Another recurrent issue is numerical fidelity. In dense hydrodynamic limits, the kinetic Monte Carlo paper notes that “typically all test-particles interact with each other,” so computational feasibility depends on cell-based restriction, linked lists, and parallel processing (Sagert et al., 2013). In adaptive Coulomb-collision integration, the relativistic Monte Carlo paper shows that naive step rejection alters the stochastic process, so Brownian-bridge conditioning is not a refinement but a correctness requirement (Särkimäki et al., 2017). In cometary plasma, the principal limitation is physical rather than numerical: adiabatic-electron hybrid fields likely overestimate the ambipolar electric field because electron collisional cooling is omitted (Lewis et al., 14 Jul 2025).

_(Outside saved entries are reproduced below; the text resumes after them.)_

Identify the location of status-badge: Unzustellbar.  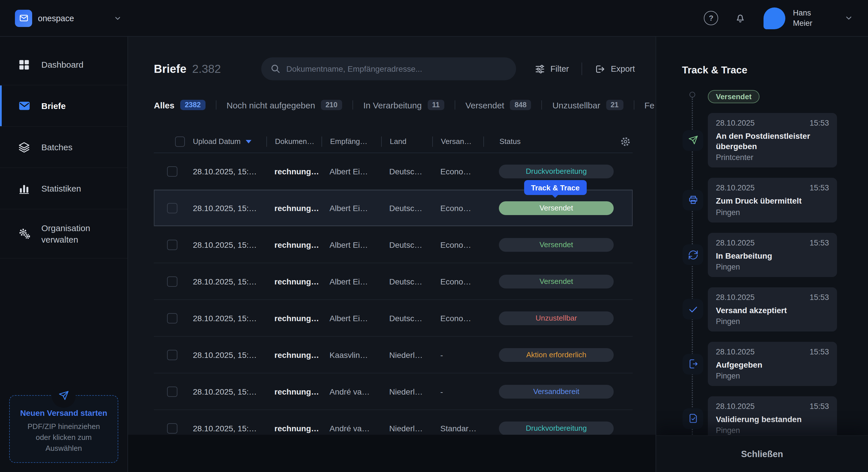
(556, 318).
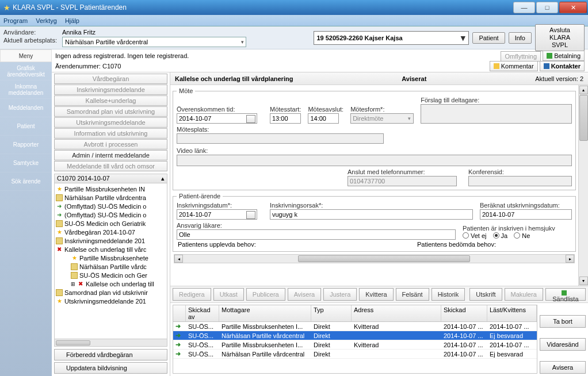 This screenshot has width=588, height=376. I want to click on form-hscroll: ◂▸, so click(374, 259).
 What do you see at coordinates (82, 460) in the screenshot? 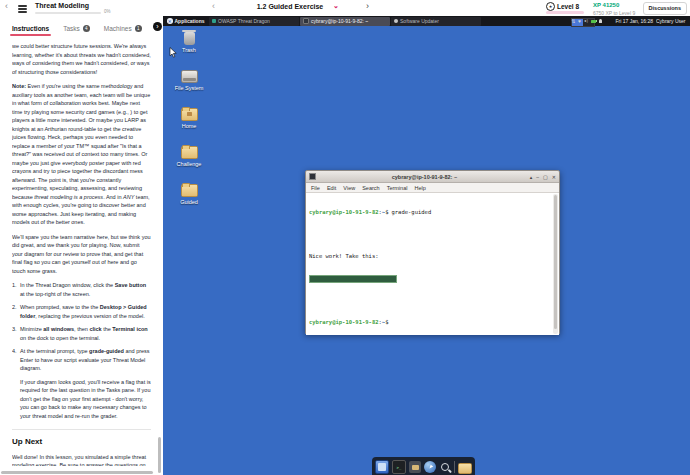
I see `paragraph: Well done! In this lesson, you simulated…` at bounding box center [82, 460].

Within these limits, the 3D collisional test-particle model serves as a flexible intermediate description between continuum closures and fully self-consistent many-body simulation. Its distinguishing strength is not universality of physics, but the ability to retain full 3D trajectory information while embedding a collision model that is specific to the regime of interest.